So, she said nothing, let the tent flap close, and went to put her belongings back.

“We can figure it out in the morning,” Lilly said. “I’m tired and going to bed.”

“Me too,” Mia said. “Whoever it was, didn’t find anything, and they are long gone.”

They both changed into pajamas and then got into their sleeping bags.

Lilly left the lantern light low, so Finn could see when he got in later tonight.

Likely he was at the pub enjoying a beer after his show. They were not going to wait up.

Mia set the rose on the side of her cot, near her pillow, where she could see it and enjoy its scent and then settled in to read, with her book light and her paperback.

She was looking for her last page, where she’d left off.

That had been lost when the bookmark fell out.

Then she realized that a page had been torn from her book.

What? Why would anyone do that?

It horrified her that someone would tear pages out of books.

And it made no logical sense to do that.

What would anyone do with the missing page?

Luckily it was a page she’d already read. But it ruined the book for anyone else.
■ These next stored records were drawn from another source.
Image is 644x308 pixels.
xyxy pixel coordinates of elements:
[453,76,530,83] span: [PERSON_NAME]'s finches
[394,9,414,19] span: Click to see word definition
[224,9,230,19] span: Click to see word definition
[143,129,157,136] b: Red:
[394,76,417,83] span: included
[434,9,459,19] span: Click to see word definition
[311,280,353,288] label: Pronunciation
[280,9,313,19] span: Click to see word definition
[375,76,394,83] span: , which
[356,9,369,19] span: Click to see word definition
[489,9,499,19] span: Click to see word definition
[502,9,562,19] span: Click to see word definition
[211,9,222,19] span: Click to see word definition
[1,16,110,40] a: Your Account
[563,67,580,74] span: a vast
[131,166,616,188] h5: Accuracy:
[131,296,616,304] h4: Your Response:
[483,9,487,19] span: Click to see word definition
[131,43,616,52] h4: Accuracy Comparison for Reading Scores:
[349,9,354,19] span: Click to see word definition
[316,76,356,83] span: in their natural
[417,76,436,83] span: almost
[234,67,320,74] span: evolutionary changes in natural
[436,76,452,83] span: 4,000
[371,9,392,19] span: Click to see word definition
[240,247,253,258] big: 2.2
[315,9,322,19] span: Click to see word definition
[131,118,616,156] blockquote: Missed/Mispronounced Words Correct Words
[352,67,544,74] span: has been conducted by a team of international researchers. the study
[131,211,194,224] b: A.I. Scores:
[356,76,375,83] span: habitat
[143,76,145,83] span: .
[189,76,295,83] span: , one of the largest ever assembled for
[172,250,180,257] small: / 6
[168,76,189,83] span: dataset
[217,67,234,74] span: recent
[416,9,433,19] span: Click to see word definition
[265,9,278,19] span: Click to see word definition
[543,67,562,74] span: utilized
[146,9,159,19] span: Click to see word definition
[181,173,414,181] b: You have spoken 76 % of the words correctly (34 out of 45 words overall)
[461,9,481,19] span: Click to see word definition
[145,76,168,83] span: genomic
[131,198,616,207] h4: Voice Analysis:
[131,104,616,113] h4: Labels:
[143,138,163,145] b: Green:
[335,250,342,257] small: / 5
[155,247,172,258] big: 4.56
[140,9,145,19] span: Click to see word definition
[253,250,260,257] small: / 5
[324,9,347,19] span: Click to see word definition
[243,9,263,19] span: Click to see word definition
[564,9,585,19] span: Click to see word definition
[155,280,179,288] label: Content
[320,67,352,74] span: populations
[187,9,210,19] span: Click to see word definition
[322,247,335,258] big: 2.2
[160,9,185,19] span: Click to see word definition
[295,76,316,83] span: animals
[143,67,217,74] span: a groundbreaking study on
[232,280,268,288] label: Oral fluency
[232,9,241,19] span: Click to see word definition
She’d planned to ask Lilly if she wanted to read it after she finished reading it.

Now that wouldn’t happen.

After about twenty minutes of reading, Mia placed the rose on the ground where she wouldn’t roll onto it in her sleep and turned off her book light. She couldn’t stay up all night and needed to rest.

Long after the torches outside had burned low, she lay awake in the tent, listening to the distant murmur of laughter and music drifting from the campfires.

She couldn’t shake the image of the two knights watching her, during Finn’s show. The golden amusement in Sir Cedric’seyes, the shadowed weight in Sir Alaric’s. Both had unsettled her, though in different ways.

Sir Cedric’s charm was easy, bright as the flame itself, and he had presented her with the red rose. She replayed that moment many times, enjoying the memory and the way his kiss felt on the back of her hand.

She wondered what his lips would feel like upon her lips and imagined kissing him.

Sir Alaric’s attention was heavier, dangerous, as though he saw something in her she didn’t yet understand. He frightened her a little, but at the same time, she was drawn to him.

The memory of their words tangled in her head: Sir Cedric mocking, Sir Alaric warning. Two men, both strong in their own way, both impossibly interested in her.

She’d dreamed of meeting one handsome knight who might be interested in her, and now, it seemed she had two.

Sleep came slowly. And with it, restless dreams.

The first dream was both familiar and unfamiliar.

She was back in her grandmother’s house, sitting by the fireplace.

Light through the window and the lace curtains caught dust motes as they floated down. A fire crackled low in the hearth. On the mantel sat a carved wooden owl, worn smooth from years of being touched.